Foremost this is a VTxxx terminal emulator implemented with HTML5 technologies.
However, it supports additional ANSI sequences that contain html, svg or base64 encoded binary image data. Such payloads would create DOM elements in the terminal environment that float on top the console. Basically you'd be able to sorta cat an html snipped or svg file and see it on screen.
Furthermore, the DOM is exposed as a dbus interface and thus can be manipulated by foreign processes implemented in any programming language.
For example, you could write a program with node.js that first console.logs an html snipped into the terminal emulator by embedding it into the aforementioned ANSI sequence. This causes the HTML to be parsed and displayed, making the program's UI appear right inside the terminal. As a second step, the program could listen to user events on dbus and manipulate the state of the DOM elements (also via the dbus interface or via traditional web sockets)
This would be a very powerful setup. Security implications need to be explored however. Probably we need process-level sandboxing like between browser tabs with different origin domains.
Foremost this is a VTxxx terminal emulator implemented with HTML5 technologies.
However, it supports additional ANSI sequences that contain html, svg or base64 encoded binary image data. Such payloads would create DOM elements in the terminal environment that float on top the console. Basically you'd be able to sorta
cat
an html snipped or svg file and see it on screen.Furthermore, the DOM is exposed as a dbus interface and thus can be manipulated by foreign processes implemented in any programming language.
For example, you could write a program with node.js that first
console.log
s an html snipped into the terminal emulator by embedding it into the aforementioned ANSI sequence. This causes the HTML to be parsed and displayed, making the program's UI appear right inside the terminal. As a second step, the program could listen to user events on dbus and manipulate the state of the DOM elements (also via the dbus interface or via traditional web sockets)This would be a very powerful setup. Security implications need to be explored however. Probably we need process-level sandboxing like between browser tabs with different origin domains.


[PROBLEM TO WORK ON]: Could you report every line from the entries that includes the word "Institute"?

[ENTRIES SUPPLIED]:
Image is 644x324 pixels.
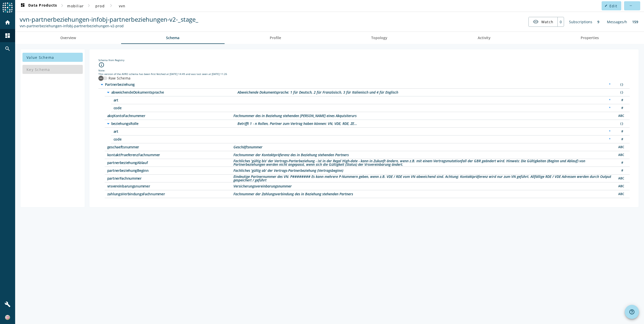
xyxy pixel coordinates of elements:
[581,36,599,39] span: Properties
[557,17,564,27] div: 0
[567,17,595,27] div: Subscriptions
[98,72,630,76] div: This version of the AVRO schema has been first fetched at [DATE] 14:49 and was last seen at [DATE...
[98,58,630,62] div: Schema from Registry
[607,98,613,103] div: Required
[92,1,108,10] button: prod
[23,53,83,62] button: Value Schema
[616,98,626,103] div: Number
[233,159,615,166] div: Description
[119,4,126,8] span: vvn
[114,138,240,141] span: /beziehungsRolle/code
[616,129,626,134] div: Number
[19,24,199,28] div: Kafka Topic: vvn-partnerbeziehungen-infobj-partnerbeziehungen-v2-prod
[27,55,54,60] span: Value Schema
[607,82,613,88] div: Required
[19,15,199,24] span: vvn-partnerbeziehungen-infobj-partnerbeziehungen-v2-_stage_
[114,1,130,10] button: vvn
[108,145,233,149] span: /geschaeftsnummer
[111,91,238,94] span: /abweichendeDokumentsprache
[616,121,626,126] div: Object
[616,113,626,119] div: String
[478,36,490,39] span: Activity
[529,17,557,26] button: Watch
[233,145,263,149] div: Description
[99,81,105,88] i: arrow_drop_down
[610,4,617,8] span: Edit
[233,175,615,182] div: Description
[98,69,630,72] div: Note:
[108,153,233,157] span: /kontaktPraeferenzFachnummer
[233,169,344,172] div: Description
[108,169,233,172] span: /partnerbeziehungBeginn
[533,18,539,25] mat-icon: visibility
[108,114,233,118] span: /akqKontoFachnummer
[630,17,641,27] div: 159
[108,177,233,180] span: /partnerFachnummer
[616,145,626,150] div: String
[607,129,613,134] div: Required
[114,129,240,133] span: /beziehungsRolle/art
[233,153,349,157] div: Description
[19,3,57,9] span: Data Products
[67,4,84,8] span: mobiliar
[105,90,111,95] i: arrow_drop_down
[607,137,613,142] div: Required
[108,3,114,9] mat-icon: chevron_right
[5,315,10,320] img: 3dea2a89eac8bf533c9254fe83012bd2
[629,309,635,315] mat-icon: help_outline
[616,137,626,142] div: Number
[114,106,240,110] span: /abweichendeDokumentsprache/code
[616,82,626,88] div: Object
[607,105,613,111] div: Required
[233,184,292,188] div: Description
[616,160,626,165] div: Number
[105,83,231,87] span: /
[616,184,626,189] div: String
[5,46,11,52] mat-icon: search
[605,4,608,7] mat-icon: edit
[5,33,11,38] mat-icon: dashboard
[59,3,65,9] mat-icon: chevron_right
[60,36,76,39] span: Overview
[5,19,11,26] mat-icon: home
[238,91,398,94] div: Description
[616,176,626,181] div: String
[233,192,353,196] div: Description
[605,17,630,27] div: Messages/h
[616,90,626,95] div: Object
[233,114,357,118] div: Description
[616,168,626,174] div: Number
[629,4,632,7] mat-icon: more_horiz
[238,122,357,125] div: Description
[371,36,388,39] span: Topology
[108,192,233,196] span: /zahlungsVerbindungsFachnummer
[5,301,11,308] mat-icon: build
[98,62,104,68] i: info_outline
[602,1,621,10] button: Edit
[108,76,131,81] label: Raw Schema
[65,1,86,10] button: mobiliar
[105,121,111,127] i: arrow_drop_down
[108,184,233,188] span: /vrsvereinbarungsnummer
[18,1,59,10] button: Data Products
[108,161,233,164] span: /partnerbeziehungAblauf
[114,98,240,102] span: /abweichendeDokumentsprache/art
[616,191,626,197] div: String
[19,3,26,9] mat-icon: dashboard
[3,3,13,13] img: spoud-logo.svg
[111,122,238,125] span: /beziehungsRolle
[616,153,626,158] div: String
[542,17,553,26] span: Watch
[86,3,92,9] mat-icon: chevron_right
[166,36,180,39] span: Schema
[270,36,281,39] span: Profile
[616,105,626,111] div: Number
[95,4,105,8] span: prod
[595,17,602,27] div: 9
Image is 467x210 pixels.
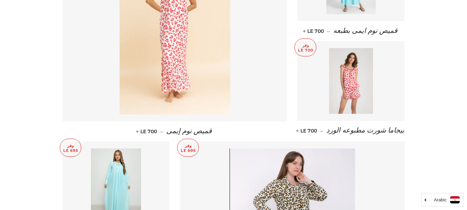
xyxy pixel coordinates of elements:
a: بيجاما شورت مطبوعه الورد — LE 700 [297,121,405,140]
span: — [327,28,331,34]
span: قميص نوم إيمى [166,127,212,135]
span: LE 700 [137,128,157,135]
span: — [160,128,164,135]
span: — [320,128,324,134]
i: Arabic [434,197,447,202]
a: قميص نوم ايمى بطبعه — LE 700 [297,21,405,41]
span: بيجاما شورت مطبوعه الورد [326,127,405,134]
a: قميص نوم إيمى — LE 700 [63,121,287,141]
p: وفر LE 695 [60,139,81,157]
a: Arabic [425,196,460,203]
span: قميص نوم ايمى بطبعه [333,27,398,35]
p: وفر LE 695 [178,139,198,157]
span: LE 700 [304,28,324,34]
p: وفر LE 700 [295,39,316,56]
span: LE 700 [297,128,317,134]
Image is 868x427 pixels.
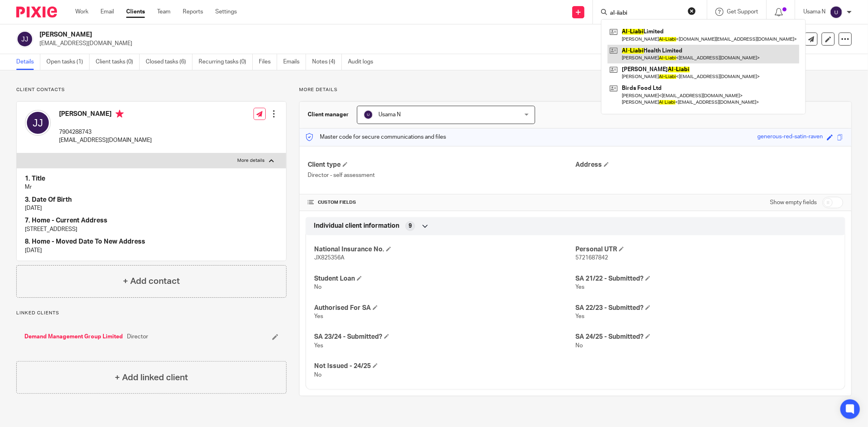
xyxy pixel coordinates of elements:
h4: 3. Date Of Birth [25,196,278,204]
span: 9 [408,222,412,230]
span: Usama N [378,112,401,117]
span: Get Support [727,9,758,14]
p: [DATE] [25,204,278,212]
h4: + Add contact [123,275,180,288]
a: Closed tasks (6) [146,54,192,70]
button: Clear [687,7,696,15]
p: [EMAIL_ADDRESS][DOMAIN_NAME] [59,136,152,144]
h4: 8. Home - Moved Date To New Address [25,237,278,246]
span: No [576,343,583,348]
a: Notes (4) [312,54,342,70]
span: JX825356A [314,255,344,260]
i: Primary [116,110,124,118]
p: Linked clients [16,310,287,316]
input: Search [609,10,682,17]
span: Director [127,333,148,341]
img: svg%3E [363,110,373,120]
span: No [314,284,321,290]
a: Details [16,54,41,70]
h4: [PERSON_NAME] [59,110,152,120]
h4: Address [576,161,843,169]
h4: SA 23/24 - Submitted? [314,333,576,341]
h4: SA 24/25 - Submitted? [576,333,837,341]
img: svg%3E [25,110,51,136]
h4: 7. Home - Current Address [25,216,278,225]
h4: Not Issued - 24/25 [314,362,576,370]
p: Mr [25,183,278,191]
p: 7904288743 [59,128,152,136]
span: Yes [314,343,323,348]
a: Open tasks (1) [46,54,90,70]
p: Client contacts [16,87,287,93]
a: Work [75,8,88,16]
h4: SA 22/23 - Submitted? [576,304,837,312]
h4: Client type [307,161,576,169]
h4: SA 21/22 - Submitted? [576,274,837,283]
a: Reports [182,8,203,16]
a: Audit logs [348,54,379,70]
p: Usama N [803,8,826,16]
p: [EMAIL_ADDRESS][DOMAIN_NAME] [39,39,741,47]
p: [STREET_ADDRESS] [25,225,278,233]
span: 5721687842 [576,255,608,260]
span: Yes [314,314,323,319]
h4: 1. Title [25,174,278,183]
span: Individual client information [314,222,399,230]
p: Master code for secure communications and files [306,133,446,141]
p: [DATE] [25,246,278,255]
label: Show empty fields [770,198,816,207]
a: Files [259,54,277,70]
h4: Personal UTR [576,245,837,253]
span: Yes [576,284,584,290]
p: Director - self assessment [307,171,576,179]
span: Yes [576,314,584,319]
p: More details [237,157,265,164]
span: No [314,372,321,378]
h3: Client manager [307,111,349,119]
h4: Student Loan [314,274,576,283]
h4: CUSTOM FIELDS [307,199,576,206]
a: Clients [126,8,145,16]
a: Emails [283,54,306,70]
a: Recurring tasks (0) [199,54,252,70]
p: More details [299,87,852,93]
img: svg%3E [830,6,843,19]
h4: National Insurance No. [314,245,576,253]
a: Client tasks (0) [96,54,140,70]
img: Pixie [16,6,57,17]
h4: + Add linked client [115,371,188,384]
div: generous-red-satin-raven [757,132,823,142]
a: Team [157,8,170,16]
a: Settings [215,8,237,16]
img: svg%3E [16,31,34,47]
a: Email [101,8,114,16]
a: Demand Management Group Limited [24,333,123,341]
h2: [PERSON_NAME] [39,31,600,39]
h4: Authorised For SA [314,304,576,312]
...
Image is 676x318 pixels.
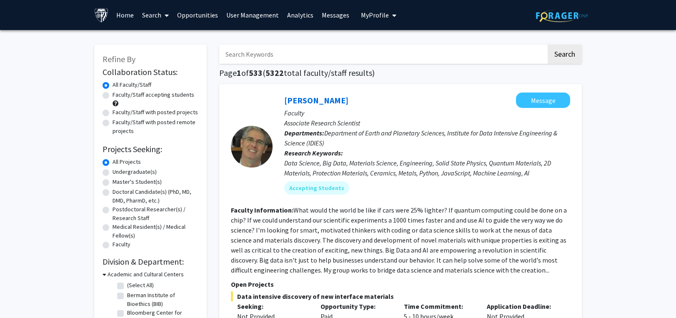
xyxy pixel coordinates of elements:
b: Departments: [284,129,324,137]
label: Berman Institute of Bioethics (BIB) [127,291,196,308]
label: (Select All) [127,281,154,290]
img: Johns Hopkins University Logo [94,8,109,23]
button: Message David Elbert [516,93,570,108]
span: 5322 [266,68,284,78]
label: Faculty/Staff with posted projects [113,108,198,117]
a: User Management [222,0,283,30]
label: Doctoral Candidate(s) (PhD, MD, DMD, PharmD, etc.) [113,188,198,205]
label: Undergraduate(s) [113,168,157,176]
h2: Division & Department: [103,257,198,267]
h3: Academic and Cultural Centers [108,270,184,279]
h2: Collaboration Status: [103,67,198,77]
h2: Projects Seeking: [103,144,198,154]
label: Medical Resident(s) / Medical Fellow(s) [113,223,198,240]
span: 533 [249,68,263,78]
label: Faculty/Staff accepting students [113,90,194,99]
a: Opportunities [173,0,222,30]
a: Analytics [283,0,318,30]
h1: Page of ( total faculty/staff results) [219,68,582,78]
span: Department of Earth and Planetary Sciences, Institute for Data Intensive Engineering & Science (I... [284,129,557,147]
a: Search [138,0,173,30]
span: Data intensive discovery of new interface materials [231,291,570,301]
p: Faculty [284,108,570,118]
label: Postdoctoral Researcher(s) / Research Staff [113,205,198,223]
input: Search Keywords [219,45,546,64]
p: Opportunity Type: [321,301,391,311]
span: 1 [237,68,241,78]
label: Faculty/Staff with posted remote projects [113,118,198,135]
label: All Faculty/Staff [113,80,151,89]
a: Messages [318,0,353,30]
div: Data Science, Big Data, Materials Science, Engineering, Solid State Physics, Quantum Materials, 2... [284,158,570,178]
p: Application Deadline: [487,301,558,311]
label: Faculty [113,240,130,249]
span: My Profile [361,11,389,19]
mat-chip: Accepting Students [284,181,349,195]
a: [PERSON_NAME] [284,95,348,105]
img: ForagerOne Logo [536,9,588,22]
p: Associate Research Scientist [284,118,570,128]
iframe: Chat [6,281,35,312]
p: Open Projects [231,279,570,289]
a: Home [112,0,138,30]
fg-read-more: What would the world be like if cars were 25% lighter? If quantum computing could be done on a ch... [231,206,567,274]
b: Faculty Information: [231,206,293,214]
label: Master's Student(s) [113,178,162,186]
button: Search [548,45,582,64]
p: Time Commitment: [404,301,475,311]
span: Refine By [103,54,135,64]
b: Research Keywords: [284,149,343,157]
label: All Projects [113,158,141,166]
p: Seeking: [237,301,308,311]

[ANSWER TO THIS TASK]:
label: Berman Institute of Bioethics (BIB) [127,291,196,308]
span: Department of Earth and Planetary Sciences, Institute for Data Intensive Engineering & Science (I... [284,129,557,147]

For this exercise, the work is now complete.